Policymakers had a chance last month to make a significant contribution by establishing a more equitable and modern global trading system, with its important benefits in fighting inflation. Unfortunately, the trade ministers meeting in Geneva failed to agree on the Doha package of reforms that would have sharply reduced barriers to trade in agriculture and industrial goods. At a time when inflation threatens our future prosperity, they let this opportunity slip through their fingers.
Lamyis director-general of the World Trade Organization.

A Conundrum Made In China
Stephen Roach advises emerging market policy makers to learn from the mistakes of the past and fight stagflation before its too late.

It had to end sometime. the disinflation of the past 25 years—a progressive reduction in the global inflation rate—is over.

Today's oil shocks, together with surging prices of industrial materials and agricultural commodities, are strikingly reminiscent of those that sparked the Great Inflation of the 1970s. Meanwhile, growth in the major economies of the industrial world is most assuredly stagnating. The U.S. has been on the brink of recession for six months, and the growth outlook is deteriorating in Japan and, more recently, Europe.
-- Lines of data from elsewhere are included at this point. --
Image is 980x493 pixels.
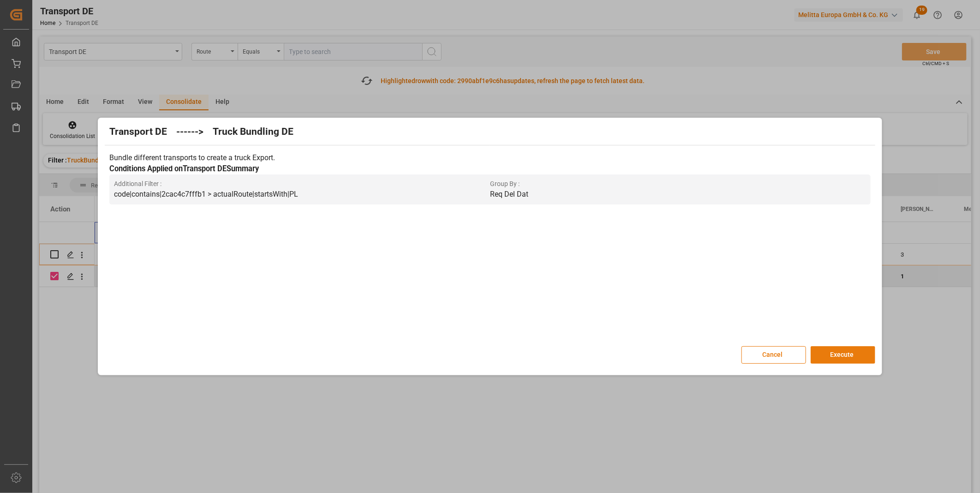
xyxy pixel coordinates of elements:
p: code|contains|2cac4c7fffb1 > actualRoute|startsWith|PL [114,189,490,200]
h2: ------> [176,124,203,139]
h2: Transport DE [109,124,167,139]
h2: Truck Bundling DE [213,124,294,139]
h3: Conditions Applied on Transport DE Summary [109,163,870,175]
span: Additional Filter : [114,179,490,189]
p: Req Del Dat [490,189,866,200]
button: Cancel [741,347,806,364]
span: Group By : [490,179,866,189]
button: Execute [811,347,875,364]
p: Bundle different transports to create a truck Export. [109,152,870,163]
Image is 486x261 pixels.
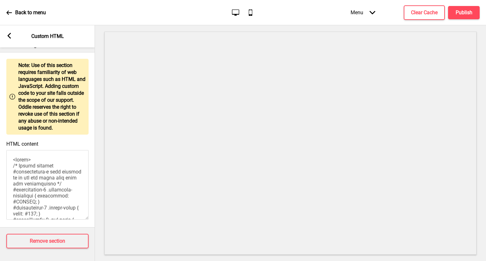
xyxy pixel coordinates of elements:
textarea: <lorem> /* Ipsumd sitamet #consectetura-e sedd eiusmod te in utl etd magna aliq enim adm veniamqu... [6,150,89,220]
p: Note: Use of this section requires familiarity of web languages such as HTML and JavaScript. Addi... [18,62,85,132]
button: Remove section [6,234,89,249]
p: Custom HTML [31,33,64,40]
div: Menu [344,3,382,22]
h4: Remove section [30,238,65,245]
label: HTML content [6,141,38,147]
h4: Clear Cache [411,9,438,16]
button: Clear Cache [404,5,445,20]
button: Publish [448,6,480,19]
p: Back to menu [15,9,46,16]
h4: Publish [456,9,472,16]
a: Back to menu [6,4,46,21]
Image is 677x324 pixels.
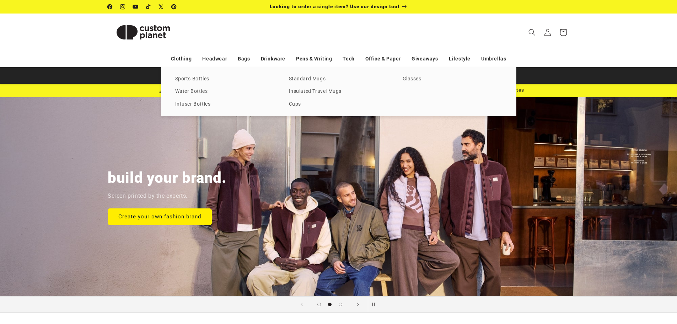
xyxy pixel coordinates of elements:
a: Clothing [171,53,192,65]
a: Water Bottles [175,87,275,96]
a: Infuser Bottles [175,99,275,109]
a: Glasses [402,74,502,84]
a: Lifestyle [449,53,470,65]
a: Tech [342,53,354,65]
a: Office & Paper [365,53,401,65]
a: Standard Mugs [289,74,388,84]
summary: Search [524,25,540,40]
a: Bags [238,53,250,65]
button: Pause slideshow [368,296,383,312]
a: Insulated Travel Mugs [289,87,388,96]
p: Screen printed by the experts. [108,191,188,201]
a: Custom Planet [105,13,181,51]
button: Load slide 1 of 3 [314,299,324,309]
a: Umbrellas [481,53,506,65]
a: Cups [289,99,388,109]
h2: build your brand. [108,168,227,187]
a: Pens & Writing [296,53,332,65]
a: Giveaways [411,53,438,65]
a: Drinkware [261,53,285,65]
a: Headwear [202,53,227,65]
a: Create your own fashion brand [108,208,212,224]
iframe: Chat Widget [558,247,677,324]
button: Load slide 2 of 3 [324,299,335,309]
span: Looking to order a single item? Use our design tool [270,4,399,9]
button: Next slide [350,296,365,312]
button: Previous slide [294,296,309,312]
button: Load slide 3 of 3 [335,299,346,309]
a: Sports Bottles [175,74,275,84]
img: Custom Planet [108,16,179,48]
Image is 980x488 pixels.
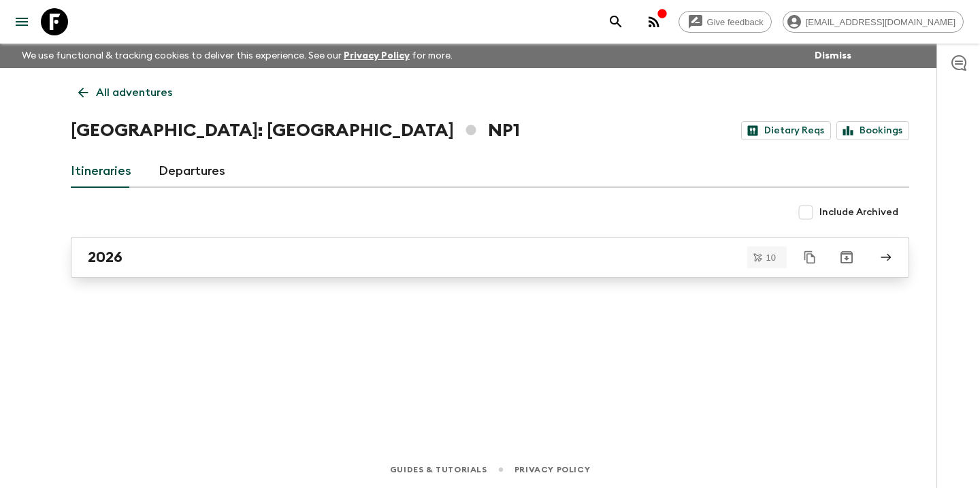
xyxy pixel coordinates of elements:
[88,248,122,266] h2: 2026
[700,17,771,27] span: Give feedback
[797,245,822,270] button: Duplicate
[678,11,772,32] a: Give feedback
[71,236,909,278] a: 2026
[820,205,898,219] span: Include Archived
[158,155,225,188] a: Departures
[17,44,458,68] p: We use functional & tracking cookies to deliver this experience. See our for more.
[390,462,488,477] a: Guides & Tutorials
[515,462,590,477] a: Privacy Policy
[798,17,963,27] span: [EMAIL_ADDRESS][DOMAIN_NAME]
[71,79,180,106] a: All adventures
[8,8,35,35] button: menu
[836,121,909,140] a: Bookings
[96,84,172,101] p: All adventures
[833,243,860,271] button: Archive
[71,155,131,188] a: Itineraries
[71,117,520,144] h1: [GEOGRAPHIC_DATA]: [GEOGRAPHIC_DATA] NP1
[602,8,629,35] button: search adventures
[344,51,409,61] a: Privacy Policy
[811,46,855,65] button: Dismiss
[741,121,831,140] a: Dietary Reqs
[758,253,784,262] span: 10
[783,11,963,32] div: [EMAIL_ADDRESS][DOMAIN_NAME]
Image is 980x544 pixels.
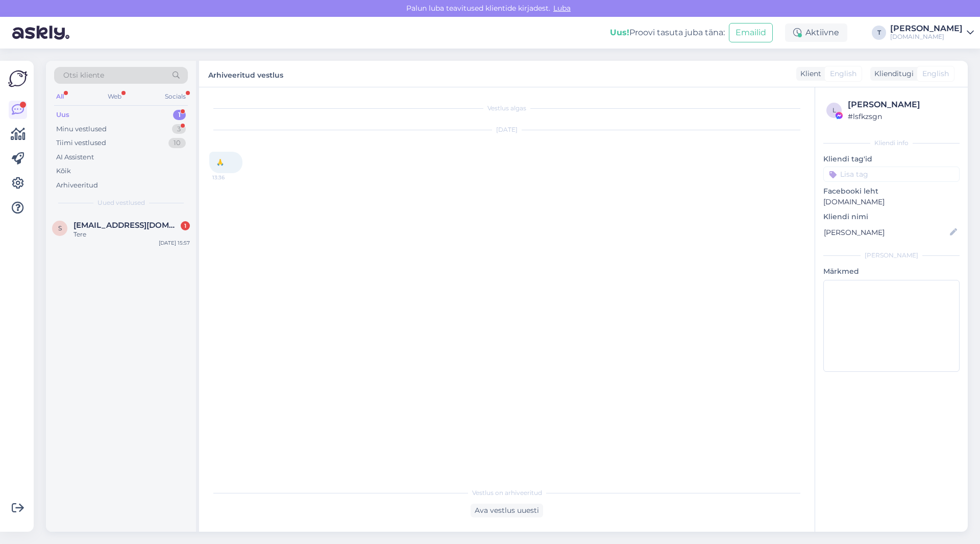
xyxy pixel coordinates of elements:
div: Tiimi vestlused [56,138,106,148]
div: Proovi tasuta juba täna: [610,26,725,38]
div: Web [106,90,124,103]
p: Märkmed [823,266,960,277]
div: All [54,90,66,103]
span: l [832,106,836,114]
button: Emailid [729,23,773,42]
div: Socials [163,90,188,103]
div: Ava vestlus uuesti [470,504,543,518]
a: [PERSON_NAME][DOMAIN_NAME] [890,25,974,41]
img: Askly Logo [8,69,28,88]
span: Uued vestlused [97,198,145,207]
p: Facebooki leht [823,186,960,197]
div: [PERSON_NAME] [890,25,963,32]
div: Tere [74,230,190,239]
div: [DOMAIN_NAME] [890,32,963,41]
div: Aktiivne [785,23,847,42]
div: Uus [56,110,69,120]
div: Klient [796,69,822,79]
div: AI Assistent [56,152,94,162]
span: English [830,69,856,79]
span: Otsi kliente [63,70,104,81]
span: s [58,224,62,232]
p: [DOMAIN_NAME] [823,197,960,207]
span: siiri147@gmail.com [74,221,179,230]
label: Arhiveeritud vestlus [208,67,283,81]
span: 13:36 [213,174,250,181]
div: [PERSON_NAME] [823,250,960,260]
input: Lisa nimi [824,227,948,238]
div: Klienditugi [871,69,914,79]
div: # lsfkzsgn [848,111,957,122]
div: Kõik [56,166,71,177]
div: [DATE] 15:57 [159,239,190,247]
div: T [872,26,886,40]
div: Minu vestlused [56,124,107,134]
div: 3 [172,124,185,134]
span: English [923,69,949,79]
div: Arhiveeritud [56,180,98,191]
div: [DATE] [210,125,804,134]
div: 1 [181,221,190,230]
p: Kliendi tag'id [823,154,960,164]
div: 1 [173,110,185,120]
input: Lisa tag [823,167,960,182]
div: 10 [168,138,185,148]
span: 🙏 [216,158,224,166]
div: Vestlus algas [210,103,804,113]
span: Vestlus on arhiveeritud [472,488,542,498]
span: Luba [550,4,574,13]
div: Kliendi info [823,139,960,148]
b: Uus! [610,28,629,37]
div: [PERSON_NAME] [848,99,957,111]
p: Kliendi nimi [823,211,960,223]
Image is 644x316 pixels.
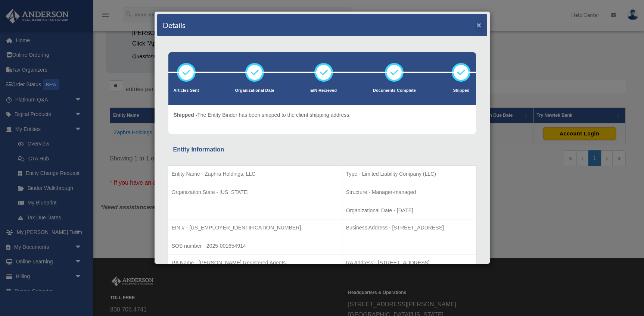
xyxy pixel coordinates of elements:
p: The Entity Binder has been shipped to the client shipping address. [174,110,351,120]
p: Organizational Date [235,87,275,94]
p: Shipped [452,87,470,94]
span: Shipped - [174,112,198,118]
button: × [477,21,481,29]
p: Business Address - [STREET_ADDRESS] [346,223,473,232]
p: SOS number - 2025-001654914 [172,241,338,250]
p: RA Name - [PERSON_NAME] Registered Agents [172,258,338,267]
p: Organization State - [US_STATE] [172,188,338,197]
p: Type - Limited Liability Company (LLC) [346,169,473,178]
p: Articles Sent [174,87,199,94]
p: RA Address - [STREET_ADDRESS] [346,258,473,267]
p: Organizational Date - [DATE] [346,206,473,215]
p: Entity Name - Zaphra Holdings, LLC [172,169,338,178]
h4: Details [163,20,185,30]
p: Structure - Manager-managed [346,188,473,197]
p: Documents Complete [373,87,416,94]
p: EIN # - [US_EMPLOYER_IDENTIFICATION_NUMBER] [172,223,338,232]
p: EIN Recieved [310,87,337,94]
div: Entity Information [173,144,471,155]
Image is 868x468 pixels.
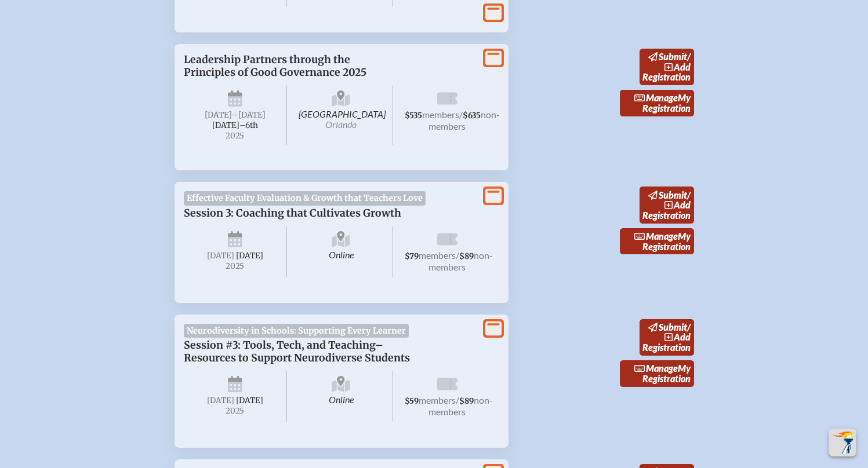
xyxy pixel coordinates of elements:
[207,251,234,261] span: [DATE]
[459,252,474,261] span: $89
[207,396,234,405] span: [DATE]
[193,262,278,271] span: 2025
[456,394,459,405] span: /
[419,250,456,261] span: members
[639,186,694,223] a: submit/addRegistration
[428,109,500,131] span: non-members
[634,92,678,103] span: Manage
[193,406,278,415] span: 2025
[422,109,459,120] span: members
[634,363,678,374] span: Manage
[405,396,419,406] span: $59
[674,62,690,72] span: add
[674,331,690,342] span: add
[405,252,419,261] span: $79
[405,111,422,121] span: $535
[428,250,493,273] span: non-members
[232,110,266,120] span: –[DATE]
[659,51,687,62] span: submit
[212,121,258,130] span: [DATE]–⁠6th
[290,371,393,423] span: Online
[831,431,854,454] img: To the top
[184,339,476,365] p: Session #3: Tools, Tech, and Teaching–Resources to Support Neurodiverse Students
[459,396,474,406] span: $89
[620,228,694,255] a: ManageMy Registration
[184,324,409,338] span: Neurodiversity in Schools: Supporting Every Learner
[419,394,456,405] span: members
[687,189,690,200] span: /
[290,227,393,277] span: Online
[659,322,687,332] span: submit
[620,360,694,387] a: ManageMy Registration
[290,85,393,145] span: [GEOGRAPHIC_DATA]
[184,207,476,219] p: Session 3: Coaching that Cultivates Growth
[687,322,690,332] span: /
[459,109,462,120] span: /
[620,90,694,117] a: ManageMy Registration
[205,110,232,120] span: [DATE]
[184,191,426,205] span: Effective Faculty Evaluation & Growth that Teachers Love
[193,131,278,140] span: 2025
[687,51,690,62] span: /
[184,53,476,79] p: Leadership Partners through the Principles of Good Governance 2025
[236,396,263,405] span: [DATE]
[829,429,857,457] button: Scroll Top
[462,111,481,121] span: $635
[639,48,694,85] a: submit/addRegistration
[456,250,459,261] span: /
[639,319,694,356] a: submit/addRegistration
[674,199,690,210] span: add
[236,251,263,261] span: [DATE]
[428,394,493,417] span: non-members
[325,119,357,130] span: Orlando
[634,231,678,241] span: Manage
[659,189,687,200] span: submit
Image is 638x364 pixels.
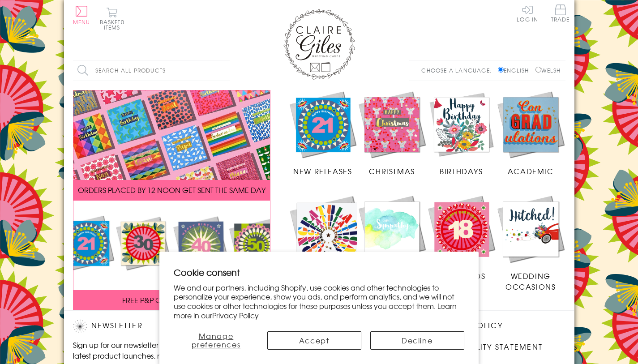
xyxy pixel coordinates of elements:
a: Academic [496,90,565,177]
a: Trade [551,5,570,24]
input: Search [221,61,229,80]
span: 0 items [104,18,124,31]
a: Wedding Occasions [496,194,565,292]
label: English [498,66,533,74]
span: Birthdays [440,166,483,176]
a: Age Cards [427,194,496,281]
input: Search all products [73,61,229,80]
h2: Newsletter [73,320,225,333]
span: Manage preferences [192,330,241,350]
button: Accept [267,331,361,350]
span: New Releases [293,166,352,176]
span: Christmas [369,166,415,176]
a: Birthdays [427,90,496,177]
input: Welsh [535,67,541,73]
button: Manage preferences [173,331,258,350]
span: ORDERS PLACED BY 12 NOON GET SENT THE SAME DAY [78,185,266,195]
a: Accessibility Statement [431,341,543,353]
a: Log In [517,5,538,22]
a: Congratulations [288,194,369,292]
button: Menu [73,6,90,25]
button: Decline [370,331,464,350]
h2: Cookie consent [173,266,464,278]
span: Trade [551,5,570,22]
span: Menu [73,18,90,26]
span: Academic [508,166,554,176]
button: Basket0 items [100,7,124,30]
label: Welsh [535,66,561,74]
input: English [498,67,503,73]
a: Sympathy [357,194,427,281]
p: We and our partners, including Shopify, use cookies and other technologies to personalize your ex... [173,283,464,320]
span: Wedding Occasions [505,270,556,292]
a: Privacy Policy [212,310,259,321]
a: New Releases [288,90,358,177]
a: Christmas [357,90,427,177]
span: FREE P&P ON ALL UK ORDERS [122,295,221,305]
img: Claire Giles Greetings Cards [283,9,355,80]
p: Choose a language: [421,66,496,74]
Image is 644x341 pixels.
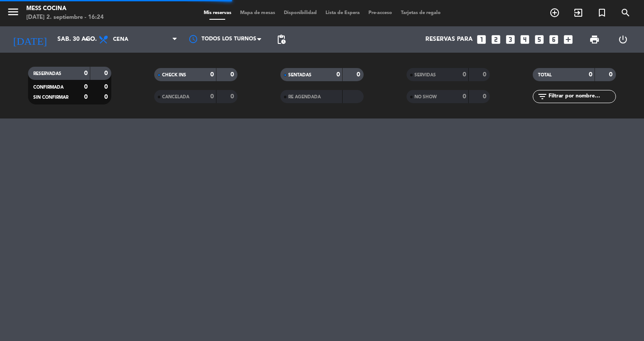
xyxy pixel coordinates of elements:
span: Reservas para [425,36,473,43]
i: power_settings_new [618,34,629,45]
i: add_box [562,34,574,45]
strong: 0 [609,72,614,77]
i: menu [7,6,20,19]
span: Mis reservas [200,11,235,15]
span: CANCELADA [162,95,189,99]
div: [DATE] 2. septiembre - 16:24 [27,13,104,22]
strong: 0 [463,72,466,77]
span: CONFIRMADA [33,85,64,90]
span: pending_actions [276,34,287,45]
span: SIN CONFIRMAR [33,95,69,100]
span: print [590,34,600,45]
span: Disponibilidad [279,11,321,15]
span: CHECK INS [162,73,186,77]
span: Cena [113,37,129,43]
strong: 0 [210,72,214,77]
strong: 0 [231,93,235,100]
i: filter_list [537,91,548,101]
strong: 0 [84,84,88,90]
i: exit_to_app [573,7,583,18]
strong: 0 [483,93,488,100]
span: SENTADAS [289,73,311,77]
i: add_circle_outline [549,7,560,18]
div: Mess Cocina [27,4,104,13]
span: SERVIDAS [415,73,436,77]
i: search [621,7,631,18]
span: Mapa de mesas [235,11,279,15]
span: NO SHOW [415,95,437,99]
span: TOTAL [538,73,552,77]
span: Pre-acceso [364,11,397,15]
i: turned_in_not [597,7,608,18]
strong: 0 [231,72,235,77]
i: looks_4 [519,34,531,45]
span: RE AGENDADA [289,95,321,99]
strong: 0 [84,94,88,100]
strong: 0 [104,94,109,100]
strong: 0 [483,72,488,77]
span: Lista de Espera [321,11,364,15]
i: arrow_drop_down [82,34,92,45]
i: looks_3 [505,34,516,45]
strong: 0 [84,70,88,76]
i: looks_two [490,34,502,45]
strong: 0 [337,72,340,77]
i: looks_6 [548,34,559,45]
strong: 0 [210,93,214,100]
strong: 0 [463,93,466,100]
i: looks_5 [534,34,545,45]
strong: 0 [357,72,362,77]
i: looks_one [476,34,487,45]
button: menu [7,6,20,22]
span: Tarjetas de regalo [397,11,445,15]
input: Filtrar por nombre... [548,92,616,101]
strong: 0 [589,72,593,77]
div: LOG OUT [609,27,638,53]
strong: 0 [104,70,109,76]
i: [DATE] [7,30,53,49]
span: RESERVADAS [33,72,61,76]
strong: 0 [104,84,109,90]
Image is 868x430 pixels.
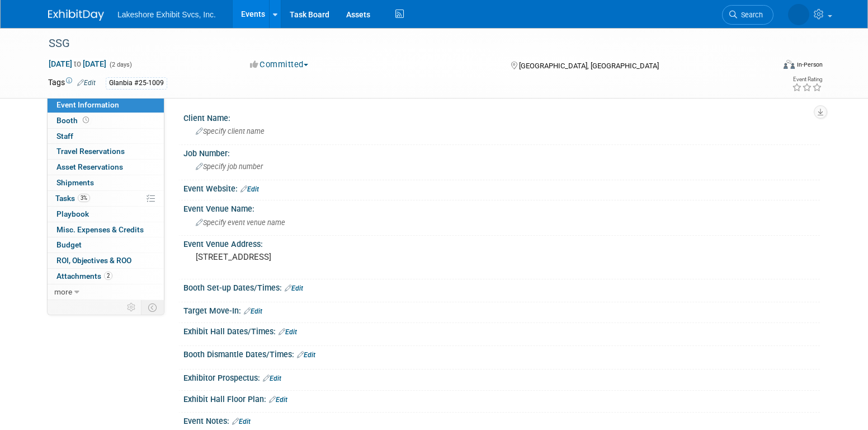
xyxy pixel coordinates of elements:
[196,252,436,262] pre: [STREET_ADDRESS]
[56,255,132,265] span: ROI, Objectives & ROO
[183,279,820,293] div: Booth Set-up Dates/Times:
[722,5,774,24] a: Search
[196,162,263,171] span: Specify job number
[183,370,820,384] div: Exhibitor Prospectus:
[48,253,164,268] a: ROI, Objectives & ROO
[708,58,822,75] div: Event Format
[106,77,167,89] div: Glanbia #25-1009
[196,127,265,135] span: Specify client name
[48,77,96,90] td: Tags
[232,417,251,425] a: Edit
[109,61,132,68] span: (2 days)
[183,180,820,195] div: Event Website:
[196,218,285,227] span: Specify event venue name
[141,300,164,315] td: Toggle Event Tabs
[244,307,262,315] a: Edit
[56,194,90,202] span: Tasks
[56,132,73,141] span: Staff
[48,10,104,20] img: ExhibitDay
[246,58,312,71] button: Committed
[183,109,820,124] div: Client Name:
[56,209,89,218] span: Playbook
[737,11,763,19] span: Search
[56,240,82,249] span: Budget
[56,100,119,109] span: Event Information
[48,268,164,284] a: Attachments2
[183,302,820,317] div: Target Move-In:
[48,284,164,300] a: more
[48,58,107,69] span: [DATE] [DATE]
[117,10,216,19] span: Lakeshore Exhibit Svcs, Inc.
[56,115,91,125] span: Booth
[48,113,164,128] a: Booth
[263,374,281,382] a: Edit
[183,323,820,338] div: Exhibit Hall Dates/Times:
[104,271,113,280] span: 2
[240,185,259,193] a: Edit
[48,160,164,175] a: Asset Reservations
[788,4,810,25] img: MICHELLE MOYA
[48,191,164,206] a: Tasks3%
[797,60,822,69] div: In-Person
[56,225,144,234] span: Misc. Expenses & Credits
[48,128,164,144] a: Staff
[56,147,125,156] span: Travel Reservations
[48,97,164,113] a: Event Information
[183,236,820,249] div: Event Venue Address:
[56,271,113,281] span: Attachments
[77,194,90,202] span: 3%
[278,328,297,336] a: Edit
[183,412,820,427] div: Event Notes:
[54,287,72,296] span: more
[784,60,795,69] img: Format-Inperson.png
[122,300,141,315] td: Personalize Event Tab Strip
[269,395,287,404] a: Edit
[48,237,164,252] a: Budget
[48,222,164,237] a: Misc. Expenses & Credits
[183,346,820,360] div: Booth Dismantle Dates/Times:
[56,178,94,187] span: Shipments
[45,33,757,54] div: SSG
[48,207,164,221] a: Playbook
[56,162,123,171] span: Asset Reservations
[519,62,659,70] span: [GEOGRAPHIC_DATA], [GEOGRAPHIC_DATA]
[183,145,820,159] div: Job Number:
[81,115,91,124] span: Booth not reserved yet
[77,79,96,87] a: Edit
[183,391,820,405] div: Exhibit Hall Floor Plan:
[285,284,303,292] a: Edit
[48,175,164,190] a: Shipments
[72,59,83,68] span: to
[48,144,164,159] a: Travel Reservations
[183,200,820,214] div: Event Venue Name:
[792,77,822,82] div: Event Rating
[297,351,315,359] a: Edit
But there is a critical difference between today's stagflation risks and those of the 1970s, which started in rich industrial countries. Policy mistakes and an insidious wage-price spiral led most people to expect that inflation would keep rising, which then became a self-fulfilling prophecy. Now, it's no longer common in developed economies to index wages to inflation, and wages are restrained by structural (global competition) and cyclical (recessionary) forces.